Without a doubt, the most formally daring passages in all of Davies’ films, and the most unfailingly gorgeous and affecting, are the song sequences. These paeans to pub culture, or to the humdrum everyday lives of housewives, are romantic tributes to social solidarity; while the existence of the rebel or the outlier is tragic or hideous, it is joyous when mainstream Britain unites under the banner of the Union Jack and the hit parade. Davies makes room for these bold poetic moments even in his more broadly narrative films, and their appearance is telling. In The Deep Blue Sea, after Hester and Freddie have the fight at the pub that will precipitate their breakup, she runs down into the tube station. The sound of a departing train sends her into a Proustian recollection of taking shelter in the tube during a blitzkrieg.
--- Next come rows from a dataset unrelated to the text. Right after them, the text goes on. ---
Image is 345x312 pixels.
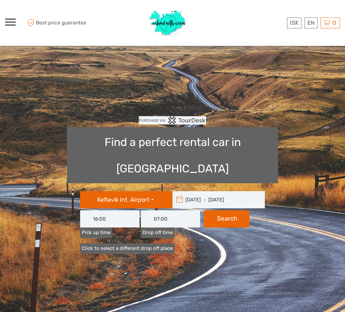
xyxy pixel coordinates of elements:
[139,116,206,124] img: PurchaseViaTourDesk.png
[146,7,189,39] img: 1077-ca632067-b948-436b-9c7a-efe9894e108b_logo_big.jpg
[67,127,278,183] h1: Find a perfect rental car in [GEOGRAPHIC_DATA]
[80,227,112,238] label: Pick up time
[332,19,337,26] span: 0
[304,17,318,28] div: EN
[80,243,175,253] a: Click to select a different drop off place
[290,19,299,26] span: ISK
[80,210,140,227] input: Pick up time
[97,196,149,203] span: Keflavík Int. Airport
[26,17,89,28] span: Best price guarantee
[80,191,173,208] button: Keflavík Int. Airport
[173,191,262,208] input: Pick up and drop off date
[141,210,200,227] input: Drop off time
[141,227,175,238] label: Drop off time
[204,210,249,227] button: Search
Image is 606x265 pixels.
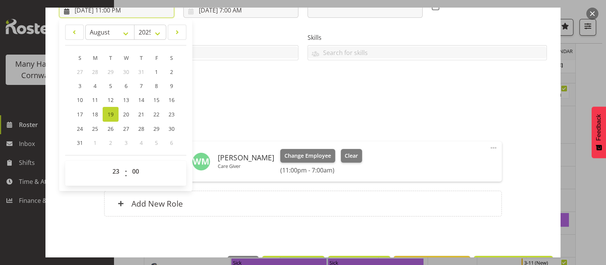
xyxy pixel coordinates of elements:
[596,114,603,141] span: Feedback
[170,82,173,89] span: 9
[218,154,274,162] h6: [PERSON_NAME]
[109,82,112,89] span: 5
[285,152,331,160] span: Change Employee
[138,96,144,103] span: 14
[123,68,129,75] span: 30
[92,68,98,75] span: 28
[119,107,134,122] a: 20
[94,139,97,146] span: 1
[94,82,97,89] span: 4
[149,65,164,79] a: 1
[109,54,112,61] span: T
[308,47,547,58] input: Search for skills
[72,79,88,93] a: 3
[138,68,144,75] span: 31
[119,122,134,136] a: 27
[134,107,149,122] a: 21
[170,54,173,61] span: S
[164,79,179,93] a: 9
[149,122,164,136] a: 29
[592,107,606,158] button: Feedback - Show survey
[134,93,149,107] a: 14
[108,111,114,118] span: 19
[72,107,88,122] a: 17
[341,149,363,163] button: Clear
[77,139,83,146] span: 31
[77,125,83,132] span: 24
[155,54,158,61] span: F
[88,122,103,136] a: 25
[169,125,175,132] span: 30
[124,54,129,61] span: W
[134,79,149,93] a: 7
[103,93,119,107] a: 12
[154,125,160,132] span: 29
[119,79,134,93] a: 6
[154,96,160,103] span: 15
[123,111,129,118] span: 20
[108,96,114,103] span: 12
[183,3,299,18] input: Click to select...
[92,125,98,132] span: 25
[72,136,88,150] a: 31
[218,163,274,169] p: Care Giver
[103,79,119,93] a: 5
[109,139,112,146] span: 2
[108,68,114,75] span: 29
[134,122,149,136] a: 28
[77,68,83,75] span: 27
[119,93,134,107] a: 13
[72,93,88,107] a: 10
[93,54,98,61] span: M
[155,68,158,75] span: 1
[59,3,174,18] input: Click to select...
[104,123,502,132] h5: Roles
[155,139,158,146] span: 5
[164,93,179,107] a: 16
[77,96,83,103] span: 10
[88,79,103,93] a: 4
[192,152,210,171] img: wendy-mae-mcgrath778.jpg
[345,152,358,160] span: Clear
[149,107,164,122] a: 22
[78,82,81,89] span: 3
[149,93,164,107] a: 15
[92,96,98,103] span: 11
[123,96,129,103] span: 13
[170,139,173,146] span: 6
[169,96,175,103] span: 16
[77,111,83,118] span: 17
[140,139,143,146] span: 4
[125,82,128,89] span: 6
[103,122,119,136] a: 26
[72,122,88,136] a: 24
[140,82,143,89] span: 7
[123,125,129,132] span: 27
[108,125,114,132] span: 26
[280,166,362,174] h6: (11:00pm - 7:00am)
[138,111,144,118] span: 21
[78,54,81,61] span: S
[149,79,164,93] a: 8
[88,107,103,122] a: 18
[164,107,179,122] a: 23
[140,54,143,61] span: T
[103,107,119,122] a: 19
[280,149,335,163] button: Change Employee
[125,164,127,183] span: :
[92,111,98,118] span: 18
[154,111,160,118] span: 22
[164,122,179,136] a: 30
[169,111,175,118] span: 23
[308,33,547,42] label: Skills
[132,199,183,208] h6: Add New Role
[138,125,144,132] span: 28
[170,68,173,75] span: 2
[164,65,179,79] a: 2
[88,93,103,107] a: 11
[125,139,128,146] span: 3
[155,82,158,89] span: 8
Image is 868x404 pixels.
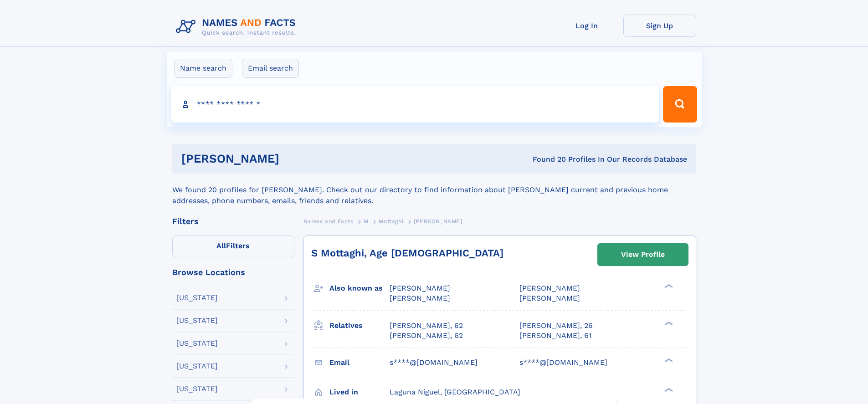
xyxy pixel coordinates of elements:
[389,294,450,303] span: [PERSON_NAME]
[216,241,226,250] span: All
[172,217,294,226] div: Filters
[663,283,673,289] div: ❯
[177,294,218,301] div: [US_STATE]
[598,244,688,266] a: View Profile
[414,218,462,224] span: [PERSON_NAME]
[177,363,218,370] div: [US_STATE]
[364,218,368,224] span: M
[519,294,580,303] span: [PERSON_NAME]
[389,331,463,341] a: [PERSON_NAME], 62
[172,174,696,206] div: We found 20 profiles for [PERSON_NAME]. Check out our directory to find information about [PERSON...
[177,340,218,347] div: [US_STATE]
[311,247,504,259] a: S Mottaghi, Age [DEMOGRAPHIC_DATA]
[174,59,233,78] label: Name search
[177,317,218,325] div: [US_STATE]
[181,153,406,164] h1: [PERSON_NAME]
[171,86,659,122] input: search input
[663,321,673,326] div: ❯
[329,318,389,333] h3: Relatives
[663,357,673,363] div: ❯
[623,15,696,37] a: Sign Up
[519,331,592,341] a: [PERSON_NAME], 61
[379,216,403,227] a: Mottaghi
[663,387,673,393] div: ❯
[364,216,368,227] a: M
[172,268,294,276] div: Browse Locations
[389,321,463,331] a: [PERSON_NAME], 62
[379,218,403,224] span: Mottaghi
[329,385,389,400] h3: Lived in
[519,284,580,293] span: [PERSON_NAME]
[172,236,294,258] label: Filters
[389,284,450,293] span: [PERSON_NAME]
[329,355,389,371] h3: Email
[304,216,354,227] a: Names and Facts
[621,244,665,265] div: View Profile
[663,86,697,122] button: Search Button
[519,321,593,331] a: [PERSON_NAME], 26
[177,385,218,393] div: [US_STATE]
[389,388,521,396] span: Laguna Niguel, [GEOGRAPHIC_DATA]
[242,59,299,78] label: Email search
[329,281,389,296] h3: Also known as
[406,154,687,164] div: Found 20 Profiles In Our Records Database
[550,15,623,37] a: Log In
[172,15,304,39] img: Logo Names and Facts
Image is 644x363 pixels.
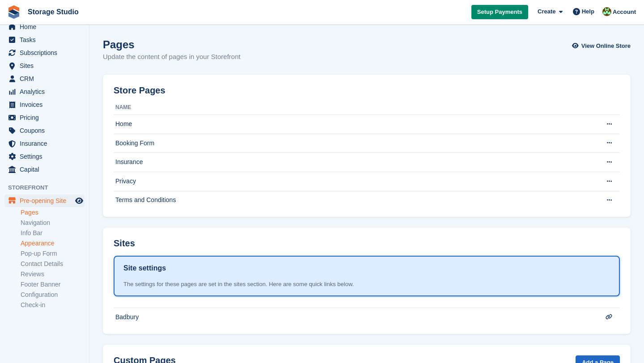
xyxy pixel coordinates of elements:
span: Create [538,7,556,16]
a: View Online Store [574,39,631,53]
span: Analytics [20,85,73,98]
span: Home [20,21,73,33]
span: Pre-opening Site [20,194,73,207]
td: Booking Form [114,134,594,153]
a: menu [5,194,84,207]
span: Insurance [20,137,73,150]
a: menu [5,21,84,33]
a: Footer Banner [21,280,84,289]
img: stora-icon-8386f47178a22dfd0bd8f6a31ec36ba5ce8667c1dd55bd0f319d3a0aa187defe.svg [7,5,21,19]
span: View Online Store [581,42,631,51]
span: Account [613,7,636,17]
a: Storage Studio [24,5,82,19]
span: Pricing [20,111,73,124]
td: Badbury [114,308,594,326]
h1: Pages [103,39,241,51]
td: Insurance [114,153,594,172]
a: Configuration [21,291,84,299]
h2: Sites [114,238,135,249]
span: CRM [20,72,73,85]
a: Info Bar [21,229,84,237]
a: Contact Details [21,259,84,268]
a: Pop-up Form [21,249,84,258]
a: Reviews [21,270,84,279]
span: Capital [20,163,73,176]
th: Name [114,100,594,115]
a: menu [5,137,84,150]
span: Subscriptions [20,47,73,59]
a: menu [5,85,84,98]
a: Pages [21,208,84,217]
a: Navigation [21,219,84,227]
span: Settings [20,150,73,163]
span: Tasks [20,33,73,46]
span: Setup Payments [477,7,522,17]
span: Invoices [20,98,73,111]
p: Update the content of pages in your Storefront [103,52,241,62]
a: menu [5,47,84,59]
a: Check-in [21,301,84,309]
span: Sites [20,59,73,72]
a: menu [5,98,84,111]
span: Storefront [8,183,89,192]
a: Appearance [21,239,84,247]
a: Preview store [74,195,84,206]
a: menu [5,163,84,176]
a: menu [5,124,84,137]
a: menu [5,72,84,85]
td: Privacy [114,172,594,191]
h1: Site settings [123,263,166,273]
div: The settings for these pages are set in the sites section. Here are some quick links below. [123,280,610,289]
a: menu [5,33,84,46]
a: Setup Payments [471,5,528,20]
td: Home [114,115,594,134]
td: Terms and Conditions [114,191,594,209]
span: Coupons [20,124,73,137]
span: Help [581,7,594,16]
a: menu [5,59,84,72]
h2: Store Pages [114,85,166,96]
a: menu [5,111,84,124]
a: menu [5,150,84,163]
Londoners from all walks of life are huddled together under minimal lamplight, terrified, not knowing how long the ordeal will continue. A young man begins singing “Cockles and Mussels,” and soon everyone in the tunnel is slowly, mournfully singing along. Davies tracks right to left; the camera lights on a shivering Hester and William, dazed and holding one another. Here, we have the total coalescence of everything Davies’ cinema advocates: the passionless but kind couple coheres in a moment of basic survival, which for the Britons of World War II was, in fact, the stuff of day-to-day life. What’s more, this bond is a small node within a much larger social and national unity. As if to make the point clear as crystal, Davies lifts this extraordinary/mundane moment out of the fabric of the film through stark lighting, deliberate camera movement, and the sheer beauty of the song’s performance—an experimentalist contrast with the relative realism that surrounds it.
When Davies advocates “normal love,” he is not kidding the way Jack Smith was. Although I have tried to clarify an aspect of Davies’ films that is seldom addressed, I want to make it clear that their valorization of social norms in no way diminishes their formal acuity or their affective power. Davies is quite obviously an artist at odds with both his times and with what it means to be part of a marginalized group, systematically excluded from absolute belonging with the dominant culture. It is this anxious dislocation, I believe, that makes his films so deeply humane, and The Deep Blue Sea is no exception. I began this essay by reconsidering the critical history of mainstream vs. counter-cinemas, and the fact that radical forms so often accompany radical ideas. We should perhaps expand this critical assessment so as to account for yet another counter-trend, the radical conservatives, whose ranks include not only Terence Davies but also artists as diverse as Aleksandr Sokurov, Gaspar Noé, Otar Iosseliani, Terrence Malick, and Vincent Gallo.